She was vaguely aware that she too was bleeding, that there were punctures on her hide and that, somehow, one of them had managed to sink his fangs into her front paw – her right arm. But she didn’t care. Right then, allowed the madness she’d long denied, she jumped at the dragon’s eyes, swiping her claws across them and relishing the dragon’s shriek of pain, the bright blood jumping from the right eye. She jumped and leaped, possessed of fierce anger, of maddened, repressed rage.
But while the beast exulted in the carnage, while the feline gyrated in mayhem, a small trickling feeling formed at the back of Kyrie’s mind. It was like the first melting tip of an icicle, dropping cold reason on her hot madness. The feeling, at first, was no more than that – just a trickling cold, protesting, demanding – she wasn’t sure what. The beast, in its frenzy, ignored it.
Until slowly, slowly, the feeling became words and the words became panic in Kyrie’s mind. She was fighting all three dragons. She was keeping all three dragons at bay – just. But there were three of them, there was one of her and the beast’s muscles were starting to hurt and... How could she get out of here?
There was no way of reaching the door. All the dragons were between her and the door and none of her sorties had brought her close to escaping.
Blood in her nostrils, mad fury in the beast’s brain, what remained of the human Kyrie tried to think and came up with nothing but an insistent, white surge of panic. And she couldn’t let it slow her down. She couldn’t. If she did, all would be lost. But she couldn’t fight forever.
In a twirl, claws sinking into the nearest dragon’s hide, she thought of Tom. But the corner into which he’d shrunk when she’d shifted was vacant.
The coward had run out the door behind her back, hadn’t he?
She felt a horrible sense of betrayal, a let down at this, and her extended paw faltered, and the dragon above her reared.
It was the center dragon – who in human form had artificially smooth and immovable hair. In dragon form he had a tall crest, red and gold. Well, it had been red and gold, it was now much darker red in spots, thanks to Kyrie’s claws. And blood ran down its cheek from one of its eyes. But the other eye was unblinking fixed hatred, as it opened its jaws wide, wide, fangs glistening.
Kyrie needed to jump. She needed to. But her muscles felt powerless, spent. Stretched elastic that would not spring again.
So this is how it ends...
The big head descended to devour her, teeth ready to break her neck. And a taloned paw grabbed her roughly around the middle, swept her back.
She turned. She turned with her remnant of strength, her very last drop of fury, to snarl at the dragon behind her.
#
She snarled at him, Tom thought – amazed he could think clearly in dragon form. He’d willed himself into being a dragon. Willed himself into it.
He desired it and pushed. He knew she was going to have problems leaving. He knew she couldn’t fly.
And he knew she was an idiot for even fighting. They had no chance.

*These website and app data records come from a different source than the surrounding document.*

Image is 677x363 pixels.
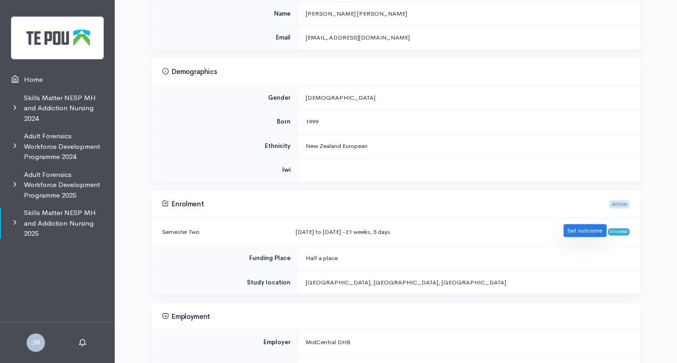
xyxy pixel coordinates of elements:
small: 21 weeks, 5 days [346,228,390,236]
td: Gender [151,85,298,110]
td: Email [151,26,298,50]
div: Enrolled [608,228,630,236]
a: JM [27,337,45,346]
div: MidCentral DHB [306,337,630,347]
td: Ethnicity [151,134,298,158]
td: Iwi [151,158,298,182]
span: Active [609,200,629,209]
div: [GEOGRAPHIC_DATA], [GEOGRAPHIC_DATA], [GEOGRAPHIC_DATA] [306,278,630,287]
h4: Employment [163,312,630,320]
a: Set outcome [564,224,607,237]
td: Born [151,110,298,134]
td: [DEMOGRAPHIC_DATA] [298,85,640,110]
td: [EMAIL_ADDRESS][DOMAIN_NAME] [298,26,640,50]
td: Employer [151,330,298,354]
div: New Zealand European [306,141,630,151]
td: Semester Two [151,218,289,246]
td: 1999 [298,110,640,134]
img: Te Pou [11,17,104,59]
div: Half a place [306,253,630,263]
h4: Enrolment [163,200,610,208]
td: Study location [151,270,298,294]
td: Funding Place [151,246,298,270]
td: Name [151,1,298,26]
td: [DATE] to [DATE] - [288,218,556,246]
span: JM [27,333,45,352]
div: [PERSON_NAME] [PERSON_NAME] [306,9,630,18]
h4: Demographics [163,67,630,76]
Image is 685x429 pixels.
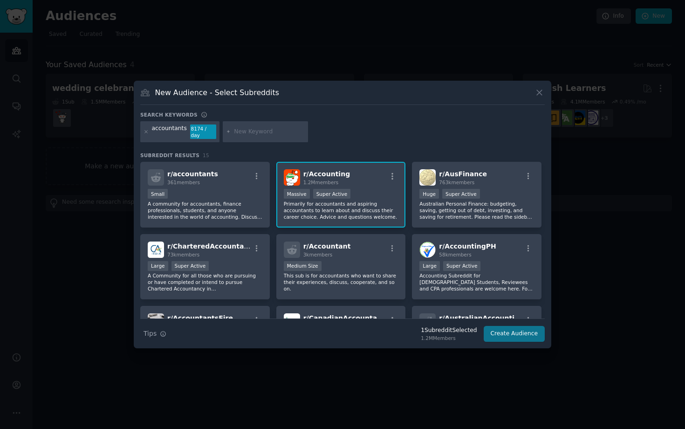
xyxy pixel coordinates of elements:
[419,261,440,271] div: Large
[439,252,471,257] span: 58k members
[439,242,496,250] span: r/ AccountingPH
[303,170,350,178] span: r/ Accounting
[203,152,209,158] span: 15
[140,111,198,118] h3: Search keywords
[152,124,187,139] div: accountants
[167,170,218,178] span: r/ accountants
[140,325,170,342] button: Tips
[284,261,322,271] div: Medium Size
[303,242,351,250] span: r/ Accountant
[148,241,164,258] img: CharteredAccountants
[140,152,199,158] span: Subreddit Results
[443,261,481,271] div: Super Active
[144,328,157,338] span: Tips
[419,189,439,198] div: Huge
[148,313,164,329] img: AccountantsEire
[284,272,398,292] p: This sub is for accountants who want to share their experiences, discuss, cooperate, and so on.
[439,170,487,178] span: r/ AusFinance
[190,124,216,139] div: 8174 / day
[167,179,200,185] span: 361 members
[303,179,339,185] span: 1.2M members
[484,326,545,342] button: Create Audience
[439,179,474,185] span: 763k members
[419,200,534,220] p: Australian Personal Finance: budgeting, saving, getting out of debt, investing, and saving for re...
[303,252,333,257] span: 3k members
[167,252,199,257] span: 73k members
[421,326,477,335] div: 1 Subreddit Selected
[284,200,398,220] p: Primarily for accountants and aspiring accountants to learn about and discuss their career choice...
[155,88,279,97] h3: New Audience - Select Subreddits
[419,241,436,258] img: AccountingPH
[313,189,351,198] div: Super Active
[303,314,389,322] span: r/ CanadianAccountants
[421,335,477,341] div: 1.2M Members
[148,200,262,220] p: A community for accountants, finance professionals, students, and anyone interested in the world ...
[167,242,255,250] span: r/ CharteredAccountants
[148,272,262,292] p: A Community for all those who are pursuing or have completed or intend to pursue Chartered Accoun...
[234,128,305,136] input: New Keyword
[284,313,300,329] img: CanadianAccountants
[148,261,168,271] div: Large
[419,169,436,185] img: AusFinance
[284,169,300,185] img: Accounting
[419,272,534,292] p: Accounting Subreddit for [DEMOGRAPHIC_DATA] Students, Reviewees and CPA professionals are welcome...
[439,314,524,322] span: r/ AustralianAccounting
[442,189,480,198] div: Super Active
[284,189,310,198] div: Massive
[171,261,209,271] div: Super Active
[148,189,168,198] div: Small
[167,314,233,322] span: r/ AccountantsEire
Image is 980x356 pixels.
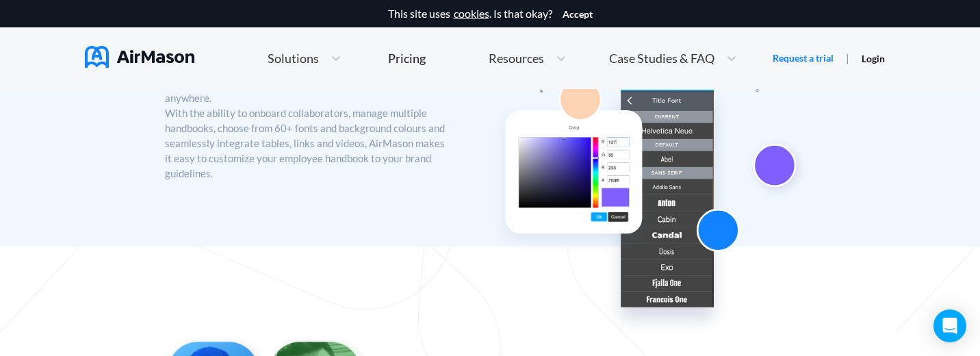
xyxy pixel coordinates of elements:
img: AirMason Logo [85,46,194,68]
a: Pricing [388,46,425,71]
button: Accept cookies [563,8,593,20]
div: Pricing [388,52,425,65]
img: featured Font [490,34,816,335]
span: Resources [489,52,544,65]
div: Open Intercom Messenger [934,309,966,342]
a: cookies [453,8,489,20]
a: Login [862,53,885,65]
span: Solutions [268,52,319,65]
a: Request a trial [773,51,834,65]
span: | [846,51,849,65]
p: With convenient features like e-signatures, these mobile optimized handbooks can be created, publ... [165,45,447,181]
span: Case Studies & FAQ [609,52,715,65]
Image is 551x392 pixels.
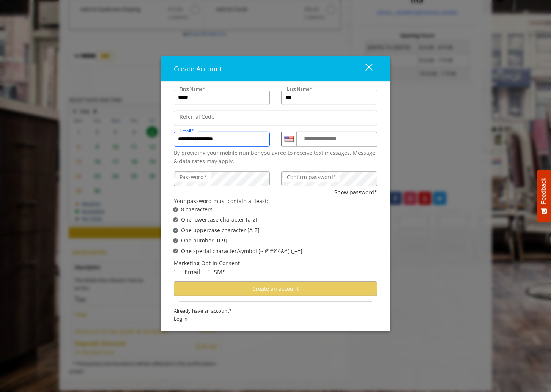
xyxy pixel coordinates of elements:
span: ✔ [174,237,177,243]
label: First Name* [176,85,209,92]
div: By providing your mobile number you agree to receive text messages. Message & data rates may apply. [174,149,377,165]
input: Password [174,171,270,186]
input: ReferralCode [174,110,377,126]
span: SMS [213,268,226,276]
button: Create an account [174,281,377,296]
span: One lowercase character [a-z] [181,216,257,224]
span: One uppercase character [A-Z] [181,226,259,235]
div: Marketing Opt-in Consent [174,259,377,268]
label: Password* [176,173,211,181]
span: One number [0-9] [181,236,227,245]
button: Feedback - Show survey [537,170,551,222]
span: Log in [174,315,377,323]
span: ✔ [174,206,177,212]
label: Confirm password* [283,173,340,181]
label: Last Name* [283,85,316,92]
button: Show password* [334,189,377,197]
span: 8 characters [181,205,212,213]
label: Email* [176,127,198,134]
span: Feedback [540,177,547,204]
span: ✔ [174,227,177,233]
input: Receive Marketing Email [174,270,178,274]
input: FirstName [174,90,270,105]
span: One special character/symbol [~!@#%^&*( )_+=] [181,247,303,255]
span: Create Account [174,64,222,73]
span: Already have an account? [174,307,377,315]
span: ✔ [174,217,177,223]
div: close dialog [356,63,372,74]
button: close dialog [351,61,377,77]
input: Email [174,131,270,146]
input: Receive Marketing SMS [205,270,209,274]
input: ConfirmPassword [281,171,377,186]
input: Lastname [281,90,377,105]
span: Email [185,268,200,276]
label: Referral Code [176,113,218,121]
span: ✔ [174,248,177,254]
div: Your password must contain at least: [174,197,377,205]
span: Create an account [252,284,299,292]
div: Country [281,131,297,146]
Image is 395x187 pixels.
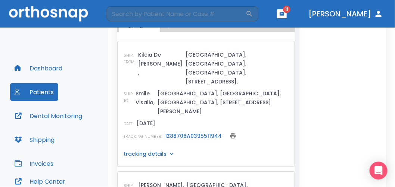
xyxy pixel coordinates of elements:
[137,119,155,128] p: [DATE]
[9,6,88,21] img: Orthosnap
[123,91,132,104] p: SHIP TO:
[185,50,288,86] p: [GEOGRAPHIC_DATA], [GEOGRAPHIC_DATA], [GEOGRAPHIC_DATA], [STREET_ADDRESS],
[165,132,222,140] a: 1Z88706A0395511944
[369,162,387,180] div: Open Intercom Messenger
[10,83,58,101] button: Patients
[123,134,162,140] p: TRACKING NUMBER:
[283,6,290,13] span: 11
[123,52,135,66] p: SHIP FROM:
[10,107,87,125] button: Dental Monitoring
[138,50,182,77] p: Kilcia De [PERSON_NAME] ,
[123,121,134,128] p: DATE:
[228,131,238,141] button: print
[305,7,386,21] button: [PERSON_NAME]
[107,6,245,21] input: Search by Patient Name or Case #
[10,59,67,77] button: Dashboard
[123,150,166,158] p: tracking details
[157,89,288,116] p: [GEOGRAPHIC_DATA], [GEOGRAPHIC_DATA], [GEOGRAPHIC_DATA], [STREET_ADDRESS][PERSON_NAME]
[10,155,58,173] button: Invoices
[10,131,59,149] button: Shipping
[135,89,154,107] p: Smile Visalia,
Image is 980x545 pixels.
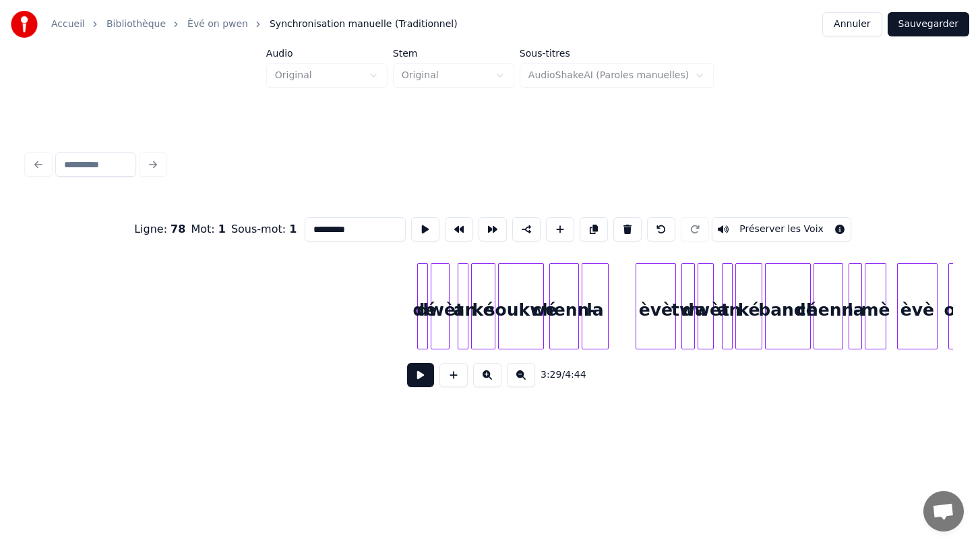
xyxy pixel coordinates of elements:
[269,18,458,31] span: Synchronisation manuelle (Traditionnel)
[393,48,514,58] label: Stem
[51,18,85,31] a: Accueil
[565,368,586,381] span: 4:44
[541,368,562,381] span: 3:29
[11,11,38,38] img: youka
[711,217,851,241] button: Toggle
[171,223,186,235] span: 78
[822,12,881,36] button: Annuler
[188,18,248,31] a: Èvé on pwen
[134,221,186,237] div: Ligne :
[191,221,225,237] div: Mot :
[51,18,458,31] nav: breadcrumb
[218,223,225,235] span: 1
[107,18,166,31] a: Bibliothèque
[888,12,969,36] button: Sauvegarder
[519,48,714,58] label: Sous-titres
[289,223,297,235] span: 1
[266,48,387,58] label: Audio
[924,490,964,531] a: Ouvrir le chat
[541,368,573,381] div: /
[232,221,297,237] div: Sous-mot :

But then, neither could he leave her to die alone. She had taken care of him, when she’d found him in suspicious circumstances. She’d shown him more kindness than his own father had. And she was a shifter like him. They were family: bonded deeper than any shared genes, any joint upbringing.
He shifted suddenly, unexpectedly, leaping in the air, and out of his corner so quickly the other dragons didn’t seem to register it. He had only the time to see that she was cowering, that the dragon above her would finish her. And then he was reaching for her, grabbing her, jumping out the open window, even as she turned to snarl at him.

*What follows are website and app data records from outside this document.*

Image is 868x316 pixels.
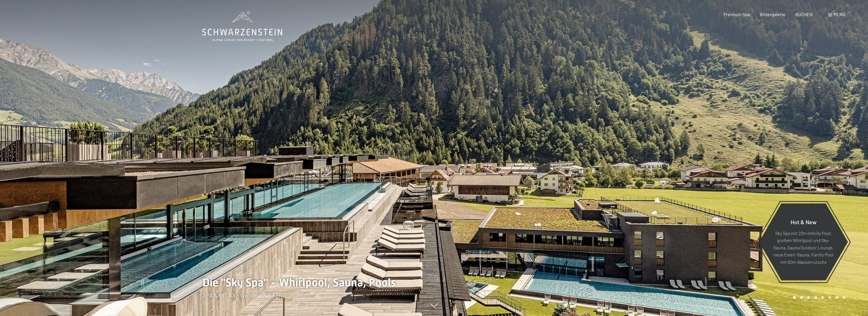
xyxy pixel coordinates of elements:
[835,296,838,299] div: Carousel Page 7
[758,203,848,281] a: Hot & New Sky Spa mit 23m Infinity Pool, großem Whirlpool und Sky-Sauna, Sauna Outdoor Lounge, ne...
[834,11,845,17] span: Menü
[791,296,845,299] div: Carousel Pagination
[760,11,785,17] a: Bildergalerie
[790,218,817,225] span: Hot & New
[723,11,750,17] a: Premium Spa
[828,296,831,299] div: Carousel Page 6
[800,296,803,299] div: Carousel Page 2
[795,11,812,17] a: BUCHEN
[821,296,824,299] div: Carousel Page 5
[793,296,796,299] div: Carousel Page 1 (Current Slide)
[842,296,845,299] div: Carousel Page 8
[773,229,834,266] p: Sky Spa mit 23m Infinity Pool, großem Whirlpool und Sky-Sauna, Sauna Outdoor Lounge, neue Event-S...
[807,296,810,299] div: Carousel Page 3
[813,296,817,299] div: Carousel Page 4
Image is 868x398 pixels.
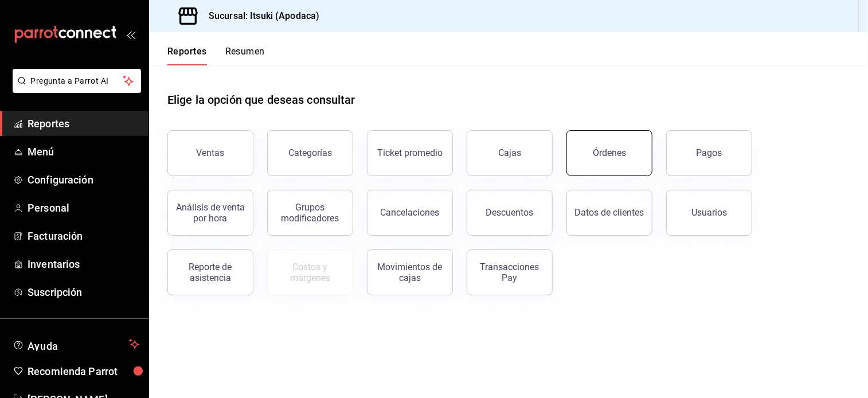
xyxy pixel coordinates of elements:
[175,261,246,284] div: Reporte de asistencia
[225,46,265,65] button: Resumen
[167,131,253,176] button: Ventas
[175,202,246,224] div: Análisis de venta por hora
[167,91,356,108] h1: Elige la opción que deseas consultar
[28,366,117,377] font: Recomienda Parrot
[267,250,353,295] button: Contrata inventarios para ver este reporte
[377,148,442,158] div: Ticket promedio
[367,131,453,176] button: Ticket promedio
[28,146,55,157] font: Menú
[267,190,353,236] button: Grupos modificadores
[666,190,752,236] button: Usuarios
[167,190,253,236] button: Análisis de venta por hora
[167,46,207,57] font: Reportes
[575,207,645,218] div: Datos de clientes
[691,207,727,218] div: Usuarios
[267,131,353,176] button: Categorías
[197,148,224,158] div: Ventas
[474,261,545,284] div: Transacciones Pay
[467,131,552,176] button: Cajas
[8,83,141,95] a: Pregunta a Parrot AI
[28,230,82,242] font: Facturación
[498,148,521,158] div: Cajas
[375,261,445,284] div: Movimientos de cajas
[367,250,453,295] button: Movimientos de cajas
[467,250,552,295] button: Transacciones Pay
[274,202,346,224] div: Grupos modificadores
[167,46,265,65] div: Pestañas de navegación
[28,117,70,130] font: Reportes
[126,30,135,39] button: open_drawer_menu
[199,9,319,23] h3: Sucursal: Itsuki (Apodaca)
[381,207,440,218] div: Cancelaciones
[367,190,453,236] button: Cancelaciones
[274,261,346,284] div: Costos y márgenes
[593,148,626,158] div: Órdenes
[31,75,123,87] span: Pregunta a Parrot AI
[28,174,94,186] font: Configuración
[467,190,552,236] button: Descuentos
[696,148,722,158] div: Pagos
[486,207,534,218] div: Descuentos
[289,148,332,158] div: Categorías
[666,131,752,176] button: Pagos
[567,131,653,176] button: Órdenes
[28,258,80,270] font: Inventarios
[28,337,124,351] span: Ayuda
[167,250,253,295] button: Reporte de asistencia
[13,69,141,93] button: Pregunta a Parrot AI
[567,190,653,236] button: Datos de clientes
[28,202,70,214] font: Personal
[28,286,82,299] font: Suscripción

But the snarl – lip pulled back from vicious fangs – faltered as she recognized him.
He held her as gently and firmly as he could. He mustn’t drop her. But neither must he hurt her. He could smell blood from her. He could smell fear.
He unfurled his wings – huge parachutes. Above him, the other dragons hadn’t appeared yet. Perhaps she’d done more damage than he’d thought. Perhaps they had a few minutes. A very few minutes.
Down in the parking lot, her car was a small abandoned toy. Her keys would be in his apartment, he thought, and shook his huge head, amazed at the clarity of the human thought in beast form. Normally he didn’t even remember what he’d done as a dragon. Perhaps because he was responsible for another? He’d never been responsible for anyone but himself.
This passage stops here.